Segment Start: PROVIDED DATA
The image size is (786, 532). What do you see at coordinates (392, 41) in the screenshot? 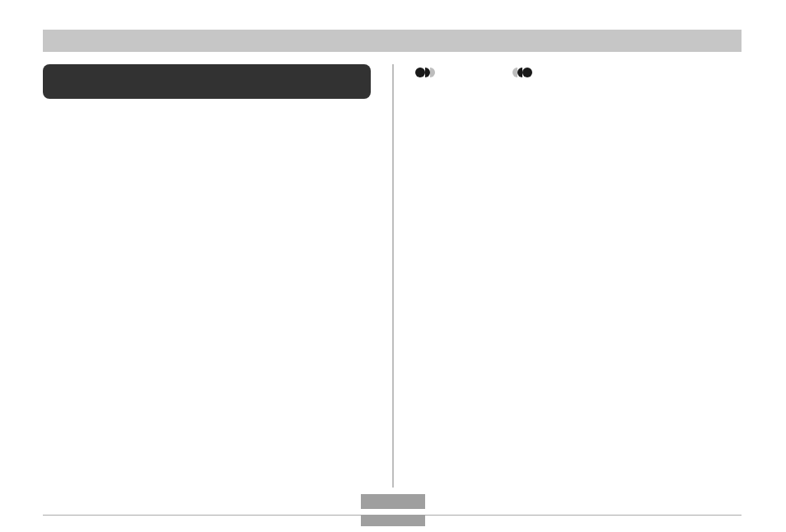
I see `header-bar` at bounding box center [392, 41].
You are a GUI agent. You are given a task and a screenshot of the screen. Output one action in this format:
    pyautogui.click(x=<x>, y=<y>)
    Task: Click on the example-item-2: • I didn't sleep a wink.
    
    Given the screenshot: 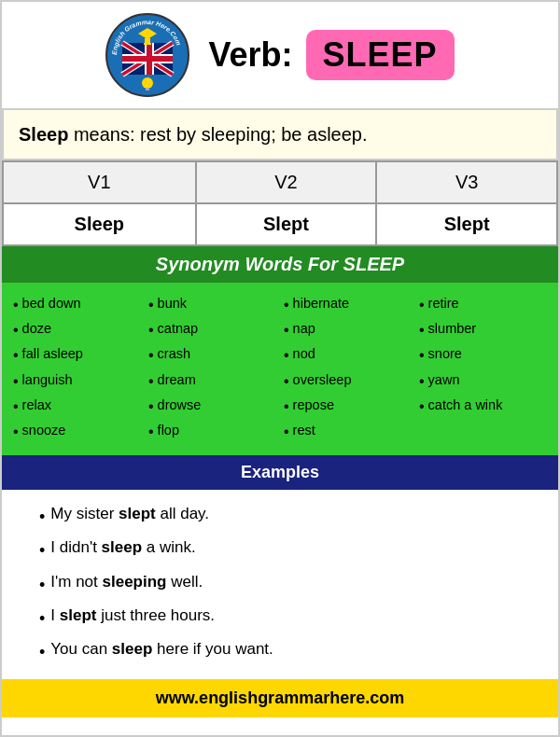 What is the action you would take?
    pyautogui.click(x=280, y=549)
    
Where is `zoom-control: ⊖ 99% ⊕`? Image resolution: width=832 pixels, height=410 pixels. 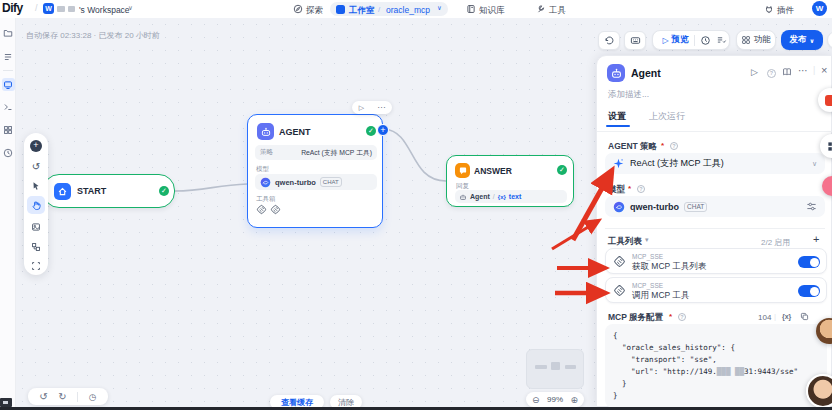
Segment End: PROVIDED DATA
#### [ASSIGNMENT]
Repeat, line for line and exactly, the material from its first line through the line that contains "pyautogui.click(x=<x>, y=<y>)", both ends included; no pictures belong in the copy.

#### [SOLUTION TO THIS EXERCISE]
The image size is (786, 532). What do you see at coordinates (392, 41) in the screenshot? 
I see `header-bar` at bounding box center [392, 41].
You are a GUI agent. You are given a task and a screenshot of the screen. Output one action in this format:
    pyautogui.click(x=<x>, y=<y>)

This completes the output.